The freedom of the Perfect Getaway is something we have worked hard to market in Anguilla. Tag lines, hashtags and carefully selected images have done what any good campaign does: sell. Except now the viewer has created such a superimposed iteration of a nation that they don’t expect to meet real-world blemishes. No messy, unphotogenic first world issues in the third world.  There was a recent post in a forum where someone called this to the forefront remarking on the speed of drivers in Anguilla. For a little while, the thread was pretty harmless, but then someone said:

“Too many cars anyway! Liked it when people walked and we could give lifts!”

What a lovely little Perfect Getaway we must be. Imagine arriving somewhere in the year 2019 (a foreign country no less) and picking up strangers on the side of the road. We should certainly halt our progression so as to offer tourists the opportunity to experience this. #LocalUber

Another said:

“Where are they going so fast anyway?”

Probably to work at the hotel and serve you a colourful refreshing daiquiri adequately garnished in clichés.

Still another took time to type:

“So ironic that an island nation that leads life in slow motion has somehow become proficient at doing this one thing fast!”

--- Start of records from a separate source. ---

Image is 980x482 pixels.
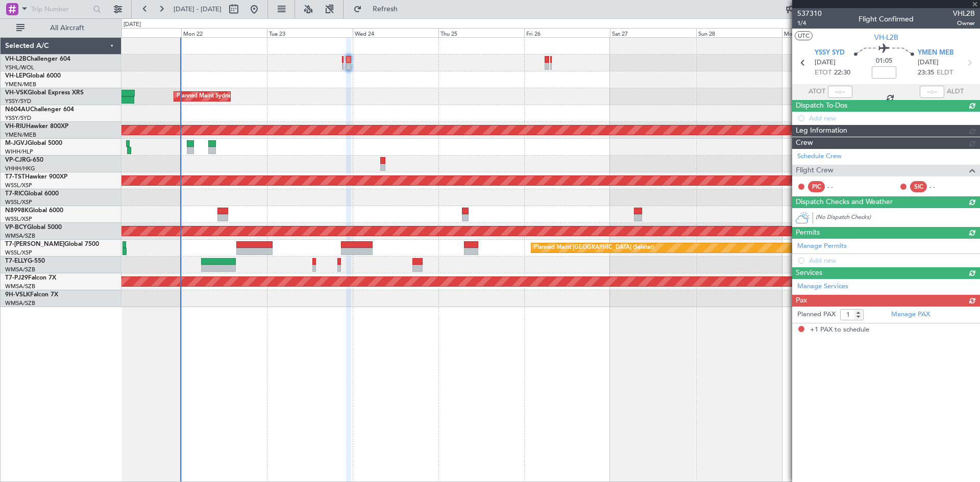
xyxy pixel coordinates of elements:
span: Owner [953,19,975,28]
span: N8998K [5,208,28,214]
a: VP-CJRG-650 [5,157,44,163]
span: T7-RIC [5,191,24,197]
span: [DATE] [814,57,835,68]
div: Wed 24 [353,28,439,37]
span: M-JGVJ [5,140,28,147]
a: T7-PJ29Falcon 7X [5,275,56,281]
span: 1/4 [797,19,822,28]
span: VH-LEP [5,73,26,79]
div: Fri 26 [524,28,610,37]
div: Flight Confirmed [859,14,914,25]
a: VP-BCYGlobal 5000 [5,224,62,231]
div: Mon 29 [782,28,868,37]
a: WSSL/XSP [5,182,32,190]
a: VHHH/HKG [5,165,35,172]
a: T7-ELLYG-550 [5,258,45,264]
span: VP-CJR [5,157,26,163]
a: YMEN/MEB [5,81,36,88]
span: Refresh [364,6,407,13]
span: 23:35 [917,68,934,78]
span: VH-L2B [5,56,27,63]
button: UTC [795,31,813,40]
span: All Aircraft [27,25,107,32]
a: YSSY/SYD [5,97,31,105]
a: YSHL/WOL [5,64,34,71]
span: [DATE] [917,57,939,68]
a: N8998KGlobal 6000 [5,208,63,214]
a: VH-L2BChallenger 604 [5,56,70,63]
div: Sat 27 [610,28,696,37]
span: [DATE] - [DATE] [174,4,222,14]
span: T7-ELLY [5,258,28,264]
div: Mon 22 [181,28,267,37]
a: WMSA/SZB [5,299,35,307]
span: N604AU [5,107,30,113]
span: VP-BCY [5,224,27,231]
span: 22:30 [834,68,850,78]
span: ATOT [809,87,825,97]
a: YMEN/MEB [5,131,36,139]
div: Planned Maint Sydney ([PERSON_NAME] Intl) [176,89,295,104]
div: Sun 28 [696,28,782,37]
a: WSSL/XSP [5,215,32,223]
div: Planned Maint [GEOGRAPHIC_DATA] (Seletar) [534,240,654,256]
a: 9H-VSLKFalcon 7X [5,292,58,298]
span: VH-L2B [874,32,898,43]
a: T7-[PERSON_NAME]Global 7500 [5,241,99,248]
span: T7-PJ29 [5,275,28,281]
span: T7-[PERSON_NAME] [5,241,64,248]
a: WIHH/HLP [5,148,33,155]
a: VH-RIUHawker 800XP [5,123,68,130]
span: T7-TST [5,174,25,180]
div: Sun 21 [95,28,181,37]
div: [DATE] [123,20,141,29]
span: 9H-VSLK [5,292,30,298]
a: YSSY/SYD [5,114,31,122]
a: VH-VSKGlobal Express XRS [5,90,83,96]
a: WMSA/SZB [5,283,35,291]
a: WSSL/XSP [5,198,32,206]
span: YSSY SYD [814,48,845,58]
span: ELDT [936,68,953,78]
input: Trip Number [31,1,90,17]
span: ALDT [947,87,964,97]
a: WMSA/SZB [5,266,35,274]
span: YMEN MEB [917,48,953,58]
button: Refresh [349,1,410,17]
a: WSSL/XSP [5,249,32,256]
a: M-JGVJGlobal 5000 [5,140,63,147]
span: ETOT [814,68,832,78]
div: Tue 23 [267,28,353,37]
a: T7-TSTHawker 900XP [5,174,68,180]
a: VH-LEPGlobal 6000 [5,73,61,79]
span: VHL2B [953,8,975,19]
span: VH-RIU [5,123,26,130]
span: 537310 [797,8,822,19]
a: N604AUChallenger 604 [5,107,74,113]
button: All Aircraft [11,20,111,36]
span: 01:05 [876,56,892,66]
a: WMSA/SZB [5,232,35,240]
a: T7-RICGlobal 6000 [5,191,59,197]
span: VH-VSK [5,90,28,96]
div: Thu 25 [439,28,524,37]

Bright sands and sparkling waters. This is Anguilla. No matter how carefully we get done-up. No matter how diligently we paint the buildings. No matter how gingerly we select the best behaved, there is still the possibility that we emerge with the marred truth of our real lives as apparent as lipstick on our teeth.

14 thoughts on “The Perfect Getaway

  1. I’m a Black/Mexican woman from Southern California. My kids are old enough now that my husband and I are finally able to start traveling a little and we’ve visited a few different islands (just to provide some background 🙂). I also frequent those forums and I joined a few FB groups as I research all the places on my travel wish list. I’ve found that some people have a lot of nerve, to put it nicely.

    “Is the tourism industry an echo of the plantocracy of the past?”
    Thank you for giving your take on a question I often have. I’m sure many have a lot to say about it, but this is the first time I’ve come across it truthfully being addressed specifically on any site that I’ve read. I know I’m a tourist to the beautiful places I visit, so it makes me one of “them”. And it literally hurts my soul when I see how entitled some of those visitors are and the “white savior complex” at work, and how my island brothers and sisters need/are expected to cater to them. To the point that I feel like I’m part of the problem and I shouldn’t be visiting because that makes me part of the ugly cycle. My desire is just to see and experience different places/people because this world is so vast. I won’t even get into people expecting to be “entertained”…

    I have so much more to say lol but this is long enough. Thank you for posting this. I hope it opens eyes and makes people aware.

    Liked by 1 person

    1. Thank you so much for your thought-provoking comment. I appreciate you taking the time to read and respond. I think that more discussion needs to be done regarding how the dynamic has shifted. I plan on writing more about it in the future.